Joan
On losing David
In the Space Between
by Joan Timmings
In the space between sleeping and waking, there was a peace. Where David wasn’t dead. But I couldn’t hold onto it. And I couldn’t ease into knowing. Knowing came crashing in. A massive wave of pain.
Was it a form of denial, this pre-waking peace? If so, I was in good company. The only thing more contagious than the virus that killed my brother was the denial that accompanied his death. There was so much silence. The opposite of an Irish wake. The doctor said the words. My mother collapsed to her knees and there she stayed, muffled by prayer. My father forbade mention of my brother’s name.

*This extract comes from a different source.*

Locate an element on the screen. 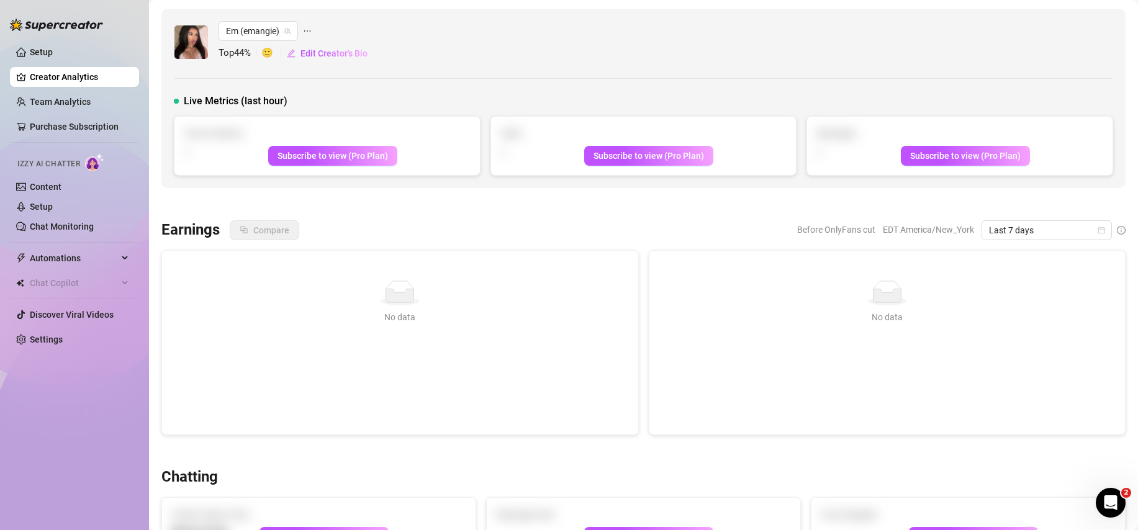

We didn’t wail or scream or cry together. We retreated to separate, private corners where we mourned the loss of my 23-year-old brother -- alone.

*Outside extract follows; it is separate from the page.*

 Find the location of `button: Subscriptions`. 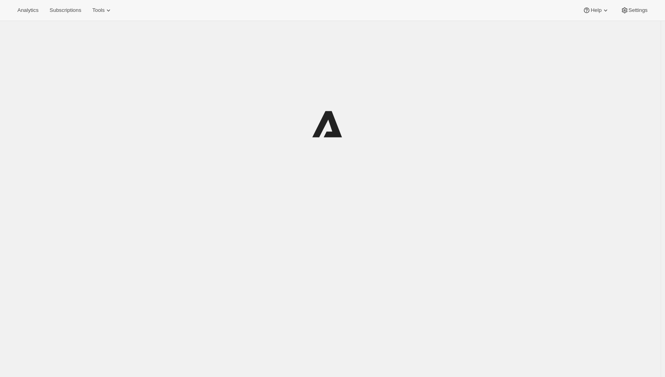

button: Subscriptions is located at coordinates (65, 10).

Denial is a useful strategy. You can use it to pipet drops of loss into a life that needs to go on. With denial you can feed the baby while choosing a casket spray. Save crying for the car ride home. Events of the day emerge from a soft fog in hazy fragments. Nobody needs to be fully immersed in the icy cold depths of reality.
There were some transgressions over the years. One of us would lean in, secretly, and say “Do you remember when Dave hit his head in the crawlspace?” Or “Do you remember when he fell down the stairs and landed with his feet sticking way out right there?” But there was no real attention drawn to passing birthdays or death days. My mother always arranged to have his name added to the list of prayers at her church. I intruded on a few occasions, but I couldn’t find David there.
Immediately following his death, I caught glimpses of Dave -- jaywalking downtown, a face among fans at a Jay’s game. But eventually even the universe stopped popping up reminders.
When I look for David now, I find him in snapshots in my mind. Six years old, beaming face bent over his new table-top hockey game, hands in furious motion on the levers. Eleven, body stretched, some object held high, his yellow lab, Goldie, caught in a mid-air leap. Seventeen, face in half-profile, intently focused on the frets of his guitar. Curtis, David’s grown-up childhood friend, feet planted shoulder-width apart, eyes locked straight ahead, down the long aisle of the chapel.
Somewhere in the same mind that, reeling with the pain of his loss, created the half-awake space where David was not dead, a synaptic cluster holds on to these images. Now and then, I pull them out. I focus on the details and try to re-sharpen the edges. I discover images I had nearly forgotten.
Funny. There was a time when I found peace in the space where David was not dead. Now, I find peace in the space where David still lives. And, somehow, they feel entirely different.